Now the news business is complaining that they can’t afford to produce “un-biased” news because of the entertainment-news popularized by Fox and TMZ and others. Come on, let’s get real, there is no such thing as un-biased news, never has been. It’s just that we all liked Walter Cronkite’s opinion back in the day.

Here are two simple illustrations to make a point.

  1. I learned long ago that the front page of any news paper only has so many column inches, and the airtime of a news broadcast only has so many minutes. Who decides what get’s how many column inches / minutes of airtime which photo on the front, top fold? How are those decisions made? Are there really any un-biased criteria even available? Can anyone even pretend to validate things like “most important, most relevant, most interesting, most meaningful” as objective criteria to make decisions? It’s all subjective, and the people making those decisions have biases just like everyone else. Please, old media get off the holy horse and quit pretending we’re all two year olds.
  2. Go to a baseball game (seems like a pretty simple, a-political, a-religious, no talk of abortion, simple rules, lots of easy-to-see data). Ask 10 people to describe the baseball game, via words, photos, or video.
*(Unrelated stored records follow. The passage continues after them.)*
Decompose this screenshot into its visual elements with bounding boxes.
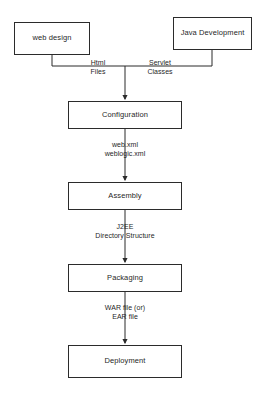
edge-label-j2ee-directory-structure-line-2: Directory Structure xyxy=(65,232,185,241)
edge-label-j2ee-directory-structure-line-1: J2EE xyxy=(65,223,185,232)
node-web-design-label: web design xyxy=(33,34,72,42)
edge-label-war-ear-file: WAR file (or) EAR file xyxy=(65,304,185,321)
edge-label-web-xml: web.xml weblogic.xml xyxy=(65,141,185,158)
edge-label-servlet-classes-line-1: Servlet xyxy=(131,59,189,68)
edge-label-j2ee-directory-structure: J2EE Directory Structure xyxy=(65,223,185,240)
edge-label-html-files: Html Files xyxy=(72,59,124,76)
node-assembly[interactable]: Assembly xyxy=(68,182,182,210)
edge-label-war-ear-file-line-1: WAR file (or) xyxy=(65,304,185,313)
node-deployment[interactable]: Deployment xyxy=(68,345,182,378)
flowchart-diagram: web design Java Development Configuratio… xyxy=(0,0,260,396)
edge-label-servlet-classes-line-2: Classes xyxy=(131,68,189,77)
node-java-development-label: Java Development xyxy=(181,29,245,37)
node-web-design[interactable]: web design xyxy=(14,22,90,55)
edge-label-web-xml-line-1: web.xml xyxy=(65,141,185,150)
node-configuration[interactable]: Configuration xyxy=(68,101,182,129)
node-assembly-label: Assembly xyxy=(108,192,141,200)
edge-label-servlet-classes: Servlet Classes xyxy=(131,59,189,76)
edge-label-html-files-line-2: Files xyxy=(72,68,124,77)
node-packaging-label: Packaging xyxy=(107,274,143,282)
edge-label-web-xml-line-2: weblogic.xml xyxy=(65,150,185,159)
edge-label-html-files-line-1: Html xyxy=(72,59,124,68)
node-packaging[interactable]: Packaging xyxy=(68,264,182,292)
node-configuration-label: Configuration xyxy=(102,111,148,119)
edge-label-war-ear-file-line-2: EAR file xyxy=(65,313,185,322)
node-deployment-label: Deployment xyxy=(104,357,145,365)
node-java-development[interactable]: Java Development xyxy=(173,17,252,50)
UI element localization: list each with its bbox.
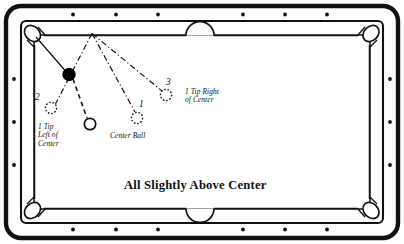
label-center-ball: Center Ball — [110, 132, 145, 140]
billiard-table-svg — [0, 0, 404, 244]
ghost-ball-1 — [131, 112, 142, 123]
diamond-top-4 — [241, 13, 245, 17]
billiard-diagram-root: 1 2 3 1 Tip Left of Center Center Ball 1… — [0, 0, 404, 244]
object-ball — [63, 68, 75, 80]
ghost-ball-2-number: 2 — [35, 92, 40, 102]
diamond-right-3 — [388, 163, 392, 167]
diamond-left-1 — [12, 77, 16, 81]
diamond-right-2 — [388, 120, 392, 124]
diagram-caption: All Slightly Above Center — [124, 178, 266, 193]
diamond-top-6 — [325, 13, 329, 17]
diamond-bottom-4 — [241, 228, 245, 232]
diamond-bottom-2 — [114, 228, 118, 232]
diamond-bottom-1 — [71, 228, 75, 232]
label-one-tip-right-of-center: 1 Tip Right of Center — [185, 88, 219, 105]
diamond-left-2 — [12, 120, 16, 124]
diamond-top-3 — [156, 13, 160, 17]
ghost-ball-1-number: 1 — [139, 99, 144, 109]
ghost-ball-2 — [45, 102, 56, 113]
diamond-top-5 — [283, 13, 287, 17]
diamond-bottom-6 — [325, 228, 329, 232]
cue-ball — [84, 118, 95, 129]
diamond-top-2 — [114, 13, 118, 17]
diamond-bottom-3 — [156, 228, 160, 232]
ghost-ball-3 — [160, 89, 171, 100]
diamond-bottom-5 — [283, 228, 287, 232]
diamond-right-1 — [388, 77, 392, 81]
ghost-ball-3-number: 3 — [166, 77, 171, 87]
diamond-left-3 — [12, 163, 16, 167]
diamond-top-1 — [71, 13, 75, 17]
label-one-tip-left-of-center: 1 Tip Left of Center — [38, 123, 59, 148]
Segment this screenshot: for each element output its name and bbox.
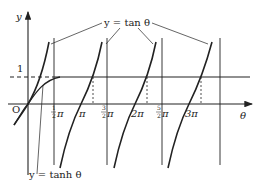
tick-five-halves-pi: 5 2 π — [156, 104, 169, 119]
svg-text:3π: 3π — [185, 108, 198, 119]
svg-text:5: 5 — [157, 104, 161, 111]
leader-lines — [37, 23, 208, 174]
svg-text:2π: 2π — [130, 108, 144, 119]
y-axis-label: y — [15, 11, 22, 22]
svg-text:π: π — [78, 108, 86, 119]
y-tick-1-label: 1 — [17, 63, 23, 74]
tan-label: y = tan θ — [103, 17, 150, 28]
svg-text:π: π — [56, 108, 64, 119]
svg-text:π: π — [106, 108, 114, 119]
tick-half-pi: 1 2 π — [51, 104, 64, 119]
origin-label: O — [12, 104, 20, 115]
svg-text:2: 2 — [52, 112, 56, 119]
tick-three-pi: 3π — [185, 108, 198, 119]
svg-text:2: 2 — [157, 112, 161, 119]
tan-curves — [14, 42, 212, 168]
svg-text:2: 2 — [102, 112, 106, 119]
intersection-dashes — [93, 77, 201, 104]
x-axis-label: θ — [240, 110, 246, 121]
svg-text:1: 1 — [52, 104, 56, 111]
tick-three-halves-pi: 3 2 π — [101, 104, 114, 119]
tan-tanh-diagram: y θ O 1 y = tan θ y = tanh θ 1 2 π π 3 2… — [0, 0, 266, 189]
svg-text:π: π — [161, 108, 169, 119]
tick-pi: π — [78, 108, 86, 119]
svg-text:3: 3 — [102, 104, 106, 111]
tick-two-pi: 2π — [130, 108, 144, 119]
tanh-label: y = tanh θ — [28, 169, 81, 180]
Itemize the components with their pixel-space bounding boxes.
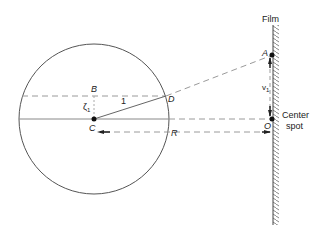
ray-d-to-a-dashed [166,56,270,96]
radius-cd-line [94,96,166,119]
label-a: A [261,48,268,58]
center-spot-label-line1: Center [282,110,309,120]
label-zeta: ζ1 [83,102,91,113]
film-label: Film [262,14,279,24]
label-o: O [264,121,271,131]
center-spot-label-line2: spot [286,121,304,131]
diffraction-geometry-diagram: Film Center spot A B C D O R 1 ζ1 v1 [0,0,329,234]
label-r: R [171,128,178,138]
label-v1: v1 [262,83,270,93]
point-c [92,117,97,122]
point-a [270,53,275,58]
label-b: B [91,84,97,94]
label-radius-one: 1 [121,96,126,106]
label-d: D [168,94,175,104]
label-c: C [89,123,96,133]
Depending on who you ask, you’ll hear about 10 different baseball games, based on their biases, what’s important to them, where they saw the story, what touched them.

image The other night, Jonathan Sanchez pitched a no hitter for the SF Giants. But what was the Story? Was the story the no hitter itself, the pitch count, the hitter’s line, the evening’s data? Was the story the relationship between Jonathan and his Father, who hadn’t seen him pitch a major league game, but was with him in the stands, and dugout to celebrate with his son? Was the story how the 16th perfect game in Major League History (think of those odds) got away on an error in the 9th, and the events that put Uribe at 3rd for that play, that Pablo Sanchez’s wife was in labor?.

Was the story the fantastic defensive plays behind Sanchez including the catch at the wall for the second out of the 9th? Of was the story about a father and daughter, taking in their first pro baseball game together, riding the slide in centerfield, hitting whiffle balls in little giants stadium, sharing hot dogs and garlic fries and cotton candy?

What did take place at AT&T that night? There is no single answer. There is no story without context; there is no context with out an opinion, a point of view, a perspective, an agenda, a bias.

I’ve always said that Einstein’s greatest contribution was the theory of relativity. But not in the context of science, but in the context of the social creatures we are. Everything is relative based on our experiences, our expectations, our points of comparison. You’ve seen the email that illustrated where a minute is long or short, depending on if running a marathon, or running a mile. The 360 sweep of the second hand on your watch is the same, but its context that decides whether its long or short.

The unlocking of limited distribution choke holds is what’s turning old businesses upside down.